I am troublesdhooting a perl expect script that interacts with a remote server running a custom OS on top of an OpenBSD kernel. The script creates an ssh connection and logs in successfully. It even shows the welcoming text of the custom OS and matches on the first custom OS's prompt. The script then sends a command to the remote server and the perl expect script echos back the command and closes the connection. I found the bit of trouble code in the Expect.pm module on or around lin 821 my $nread = sysread($exp, $buffer, 2048);. This sysread call fails to read anything off the socket after the system command is sent to the remote server and then sets $nread to 0 which is later interpreted into an EOF and sent to the server, $nread = 0 unless defined ($nread);.
if ($nread == 0) { ... ... blah blah $exp->hard_close(); }
First I thought it may be an issue with the tty or pty type because the app I am interacting with is not a standard type terminal service (popular Linux/BSD OS, cisco router, ssh console, etc). I tried setting the session to raw but that didn't help either. I then found some code in Expect.pm that appears to be re-assigning STDIN, STDOUT and STDERR starting on or around line 158:
close(STDIN); open(STDIN,"<&". $slv->fileno()) or die "Couldn't reopen STDIN for reading, $!\n"; close(STDOUT); open(STDOUT,">&". $slv->fileno()) or die "Couldn't reopen STDOUT for writing, $!\n"; close(STDERR); open(STDERR,">&". $slv->fileno()) or die "Couldn't reopen STDERR for writing, $!\n";
Could this have anything to do with it? Anyone suggestions on how I can get this to work with my non-standard OS?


-- WHAT YOU WILL DO --
Exactly the lines below from the one with "Locate an element on the screen." up to and including the one with "pixels, height=578 pixels." make up the answer, with nothing else added.

-- TASK MATERIAL --
■ ■ ■ ■ ■ ■ ■
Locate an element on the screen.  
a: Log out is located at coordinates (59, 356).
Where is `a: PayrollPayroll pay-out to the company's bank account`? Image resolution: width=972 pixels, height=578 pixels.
■ ■ ■ ■ ■ ■ ■
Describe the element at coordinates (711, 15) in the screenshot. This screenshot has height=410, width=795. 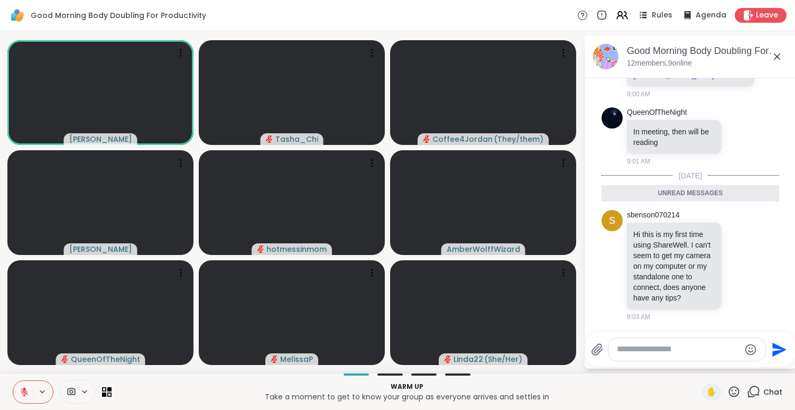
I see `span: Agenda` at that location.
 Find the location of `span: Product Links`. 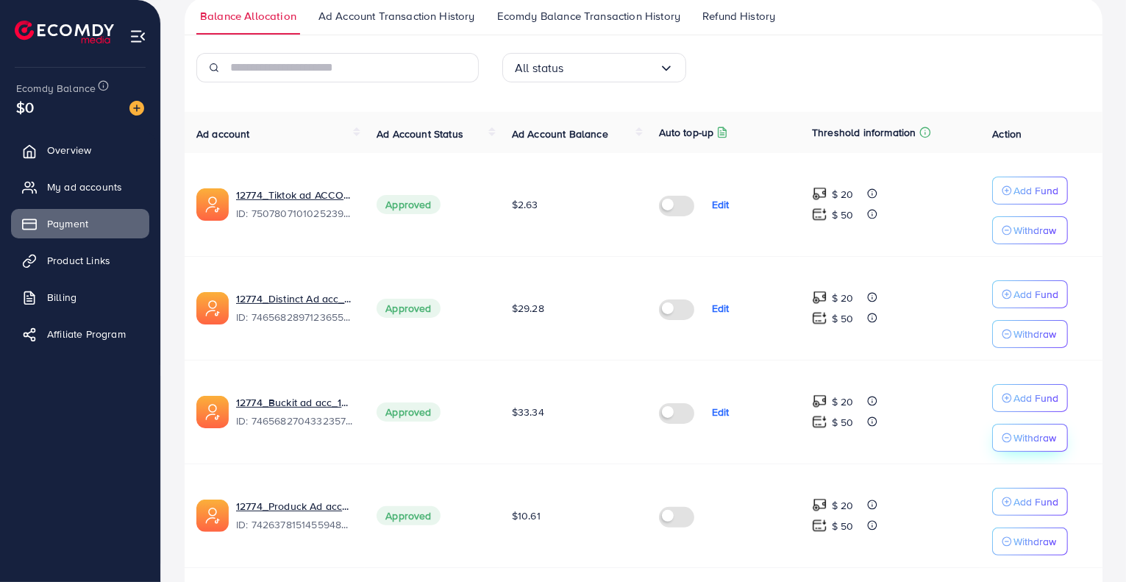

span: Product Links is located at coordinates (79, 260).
■ ■ ■ ■ ■ ■ ■
-- EXERCISE SOLUTION --
Locate an element on the screen.  
a: Log out is located at coordinates (59, 356).
Where is `a: PayrollPayroll pay-out to the company's bank account`? Image resolution: width=972 pixels, height=578 pixels.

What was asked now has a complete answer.